VUPlaylist: A&R Pioneers


We’re kicking off our new blog with a celebration of the country music books that we’ve co-published over the past two decades with the Country Music Foundation Press. In honor of our country music titles, and coinciding with the premiere of Ken Burns’s new Country Music documentary, we’ve put together playlists that draw from a selection of our country music books.


Today’s first playlist (below) comes from A&R Pioneers: Architects of American Roots Music on Record by Brian Ward and Patrick Huber.

A&R Pioneers offers the first comprehensive account of the diverse group of men and women who pioneered artists-and-repertoire (A&R) work in the early US recording business. In the process, they helped create much of what we now think of as American roots music and established the basic structure and practices of the modern music industry.

From the American Library Association’s Choice review of A&R Pioneers:

In the 1920s and 1930s, A&R (i.e., artist and repertoire) workers in the record industry traveled the US seeking talented regional artists to record for their labels. This meticulously documented book is about those promoters, whose efforts disseminated local music not only to the whole country, but eventually to the whole world. Ward and Huber present profiles of both well-known and little-known promoters whose work was significant. . . . Valuable because it focuses on numerous promoters and companies rather than just one, this volume will be particularly useful for those interested in the music business. Highly recommended.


Try it: Word for word, return every record.

(Collection entries)
*** Block opens ***

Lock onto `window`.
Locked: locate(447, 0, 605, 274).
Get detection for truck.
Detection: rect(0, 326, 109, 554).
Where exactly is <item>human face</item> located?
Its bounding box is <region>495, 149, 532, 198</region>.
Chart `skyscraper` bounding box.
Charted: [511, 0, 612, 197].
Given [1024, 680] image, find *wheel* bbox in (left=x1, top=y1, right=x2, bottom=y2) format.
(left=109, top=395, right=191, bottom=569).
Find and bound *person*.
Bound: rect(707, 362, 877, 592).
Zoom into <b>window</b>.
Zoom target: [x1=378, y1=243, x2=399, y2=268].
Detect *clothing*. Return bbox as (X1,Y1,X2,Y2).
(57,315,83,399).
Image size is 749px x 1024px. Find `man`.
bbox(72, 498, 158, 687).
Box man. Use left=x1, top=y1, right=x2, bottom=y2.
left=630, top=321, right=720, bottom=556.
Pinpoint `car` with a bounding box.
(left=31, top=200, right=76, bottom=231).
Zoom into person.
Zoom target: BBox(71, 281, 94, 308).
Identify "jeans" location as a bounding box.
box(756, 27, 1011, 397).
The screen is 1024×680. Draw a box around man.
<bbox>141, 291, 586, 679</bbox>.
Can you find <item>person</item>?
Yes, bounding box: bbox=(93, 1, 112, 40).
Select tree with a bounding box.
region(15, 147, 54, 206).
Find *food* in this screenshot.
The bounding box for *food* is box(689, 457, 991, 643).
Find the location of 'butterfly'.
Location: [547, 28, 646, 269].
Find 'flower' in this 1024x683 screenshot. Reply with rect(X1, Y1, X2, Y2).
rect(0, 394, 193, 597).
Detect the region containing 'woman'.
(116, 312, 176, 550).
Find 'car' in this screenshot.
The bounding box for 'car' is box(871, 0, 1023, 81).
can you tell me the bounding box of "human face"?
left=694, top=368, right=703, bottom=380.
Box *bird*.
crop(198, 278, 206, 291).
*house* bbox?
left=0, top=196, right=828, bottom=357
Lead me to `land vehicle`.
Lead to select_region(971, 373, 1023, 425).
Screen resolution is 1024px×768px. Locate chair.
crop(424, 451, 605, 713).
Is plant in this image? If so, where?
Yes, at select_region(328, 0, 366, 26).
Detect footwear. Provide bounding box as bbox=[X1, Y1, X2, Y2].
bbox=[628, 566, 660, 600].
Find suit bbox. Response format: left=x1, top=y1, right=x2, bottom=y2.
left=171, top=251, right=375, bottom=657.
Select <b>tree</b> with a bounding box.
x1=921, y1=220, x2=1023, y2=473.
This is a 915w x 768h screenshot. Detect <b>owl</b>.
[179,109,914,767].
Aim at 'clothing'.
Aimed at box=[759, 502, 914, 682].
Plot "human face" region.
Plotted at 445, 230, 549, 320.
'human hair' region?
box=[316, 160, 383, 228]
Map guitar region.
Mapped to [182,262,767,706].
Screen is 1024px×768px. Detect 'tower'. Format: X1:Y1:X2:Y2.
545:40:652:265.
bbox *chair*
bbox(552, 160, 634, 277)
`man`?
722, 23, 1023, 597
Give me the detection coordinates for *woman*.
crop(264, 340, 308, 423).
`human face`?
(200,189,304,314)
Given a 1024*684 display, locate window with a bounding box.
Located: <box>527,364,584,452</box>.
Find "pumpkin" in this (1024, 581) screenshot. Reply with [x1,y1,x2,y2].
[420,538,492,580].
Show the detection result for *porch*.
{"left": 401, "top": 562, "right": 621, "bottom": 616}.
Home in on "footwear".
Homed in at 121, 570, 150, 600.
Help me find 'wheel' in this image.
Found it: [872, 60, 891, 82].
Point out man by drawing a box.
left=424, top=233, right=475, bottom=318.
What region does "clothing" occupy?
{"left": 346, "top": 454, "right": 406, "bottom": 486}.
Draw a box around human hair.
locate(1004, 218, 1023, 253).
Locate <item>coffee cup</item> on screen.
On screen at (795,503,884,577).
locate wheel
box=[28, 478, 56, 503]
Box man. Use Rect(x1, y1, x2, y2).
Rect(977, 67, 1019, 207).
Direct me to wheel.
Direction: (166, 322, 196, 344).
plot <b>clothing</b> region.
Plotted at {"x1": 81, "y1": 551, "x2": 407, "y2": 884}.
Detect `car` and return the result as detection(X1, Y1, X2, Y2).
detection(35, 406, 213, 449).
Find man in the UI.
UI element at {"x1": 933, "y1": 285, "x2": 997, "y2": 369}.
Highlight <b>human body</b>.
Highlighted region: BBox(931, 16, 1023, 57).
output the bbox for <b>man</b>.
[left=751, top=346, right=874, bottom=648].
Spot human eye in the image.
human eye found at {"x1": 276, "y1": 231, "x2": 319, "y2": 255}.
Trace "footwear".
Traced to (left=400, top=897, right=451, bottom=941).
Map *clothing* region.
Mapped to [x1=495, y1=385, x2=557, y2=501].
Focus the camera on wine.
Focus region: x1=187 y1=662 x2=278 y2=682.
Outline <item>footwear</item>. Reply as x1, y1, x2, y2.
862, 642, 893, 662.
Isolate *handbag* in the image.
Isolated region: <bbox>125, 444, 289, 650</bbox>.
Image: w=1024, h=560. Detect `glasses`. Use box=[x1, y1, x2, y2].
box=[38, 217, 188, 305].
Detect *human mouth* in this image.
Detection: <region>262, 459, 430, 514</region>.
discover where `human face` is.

*** Block closes ***

Solution below:
Lock onto `window`.
Locked: locate(447, 0, 605, 274).
Get detection for truck.
Detection: rect(0, 326, 109, 554).
Where exactly is <item>human face</item> located?
Its bounding box is <region>495, 149, 532, 198</region>.
Chart `skyscraper` bounding box.
Charted: [511, 0, 612, 197].
Given [1024, 680] image, find *wheel* bbox in (left=x1, top=y1, right=x2, bottom=y2) format.
(left=109, top=395, right=191, bottom=569).
Find and bound *person*.
Bound: rect(707, 362, 877, 592).
Zoom into <b>window</b>.
Zoom target: [x1=378, y1=243, x2=399, y2=268].
Detect *clothing*. Return bbox as (X1,Y1,X2,Y2).
(57,315,83,399).
Image size is 749px x 1024px. Find `man`.
bbox(72, 498, 158, 687).
Box man. Use left=x1, top=y1, right=x2, bottom=y2.
left=630, top=321, right=720, bottom=556.
Pinpoint `car` with a bounding box.
(left=31, top=200, right=76, bottom=231).
Zoom into person.
Zoom target: BBox(71, 281, 94, 308).
Identify "jeans" location as a bounding box.
box(756, 27, 1011, 397).
The screen is 1024×680. Draw a box around man.
<bbox>141, 291, 586, 679</bbox>.
Can you find <item>person</item>?
Yes, bounding box: bbox=(93, 1, 112, 40).
Select tree with a bounding box.
region(15, 147, 54, 206).
Find *food* in this screenshot.
The bounding box for *food* is box(689, 457, 991, 643).
Find the location of 'butterfly'.
Location: [547, 28, 646, 269].
Find 'flower' in this 1024x683 screenshot. Reply with rect(X1, Y1, X2, Y2).
rect(0, 394, 193, 597).
Detect the region containing 'woman'.
(116, 312, 176, 550).
Find 'car' in this screenshot.
The bounding box for 'car' is box(871, 0, 1023, 81).
can you tell me the bounding box of "human face"?
left=694, top=368, right=703, bottom=380.
Box *bird*.
crop(198, 278, 206, 291).
*house* bbox?
left=0, top=196, right=828, bottom=357
Lead me to `land vehicle`.
Lead to select_region(971, 373, 1023, 425).
Screen resolution is 1024px×768px. Locate chair.
crop(424, 451, 605, 713).
Is plant in this image? If so, where?
Yes, at select_region(328, 0, 366, 26).
Detect footwear. Provide bounding box as bbox=[X1, Y1, X2, Y2].
bbox=[628, 566, 660, 600].
Find suit bbox. Response format: left=x1, top=y1, right=x2, bottom=y2.
left=171, top=251, right=375, bottom=657.
Select <b>tree</b> with a bounding box.
x1=921, y1=220, x2=1023, y2=473.
This is a 915w x 768h screenshot. Detect <b>owl</b>.
[179,109,914,767].
Aim at 'clothing'.
Aimed at box=[759, 502, 914, 682].
Plot "human face" region.
Plotted at 445, 230, 549, 320.
'human hair' region?
box=[316, 160, 383, 228]
Map guitar region.
Mapped to [182,262,767,706].
Screen is 1024px×768px. Detect 'tower'. Format: X1:Y1:X2:Y2.
545:40:652:265.
bbox *chair*
bbox(552, 160, 634, 277)
`man`?
722, 23, 1023, 597
Give me the detection coordinates for *woman*.
crop(264, 340, 308, 423).
`human face`?
(200,189,304,314)
Given a 1024*684 display, locate window with a bounding box.
Located: <box>527,364,584,452</box>.
Find "pumpkin" in this (1024, 581) screenshot. Reply with [x1,y1,x2,y2].
[420,538,492,580].
Show the detection result for *porch*.
{"left": 401, "top": 562, "right": 621, "bottom": 616}.
Home in on "footwear".
Homed in at 121, 570, 150, 600.
Help me find 'wheel' in this image.
Found it: [872, 60, 891, 82].
Point out man by drawing a box.
left=424, top=233, right=475, bottom=318.
What region does "clothing" occupy?
{"left": 346, "top": 454, "right": 406, "bottom": 486}.
Draw a box around human hair.
locate(1004, 218, 1023, 253).
Locate <item>coffee cup</item> on screen.
On screen at (795,503,884,577).
locate wheel
box=[28, 478, 56, 503]
Box man. Use Rect(x1, y1, x2, y2).
Rect(977, 67, 1019, 207).
Direct me to wheel.
Direction: (166, 322, 196, 344).
plot <b>clothing</b> region.
Plotted at {"x1": 81, "y1": 551, "x2": 407, "y2": 884}.
Detect `car` and return the result as detection(X1, Y1, X2, Y2).
detection(35, 406, 213, 449).
Find man in the UI.
UI element at {"x1": 933, "y1": 285, "x2": 997, "y2": 369}.
Highlight <b>human body</b>.
Highlighted region: BBox(931, 16, 1023, 57).
output the bbox for <b>man</b>.
[left=751, top=346, right=874, bottom=648].
Spot human eye in the image.
human eye found at {"x1": 276, "y1": 231, "x2": 319, "y2": 255}.
Trace "footwear".
Traced to (left=400, top=897, right=451, bottom=941).
Map *clothing* region.
Mapped to [x1=495, y1=385, x2=557, y2=501].
Focus the camera on wine.
Focus region: x1=187 y1=662 x2=278 y2=682.
Outline <item>footwear</item>. Reply as x1, y1, x2, y2.
862, 642, 893, 662.
Isolate *handbag* in the image.
Isolated region: <bbox>125, 444, 289, 650</bbox>.
Image: w=1024, h=560. Detect `glasses`. Use box=[x1, y1, x2, y2].
box=[38, 217, 188, 305].
Detect *human mouth* in this image.
Detection: <region>262, 459, 430, 514</region>.
discover where `human face` is.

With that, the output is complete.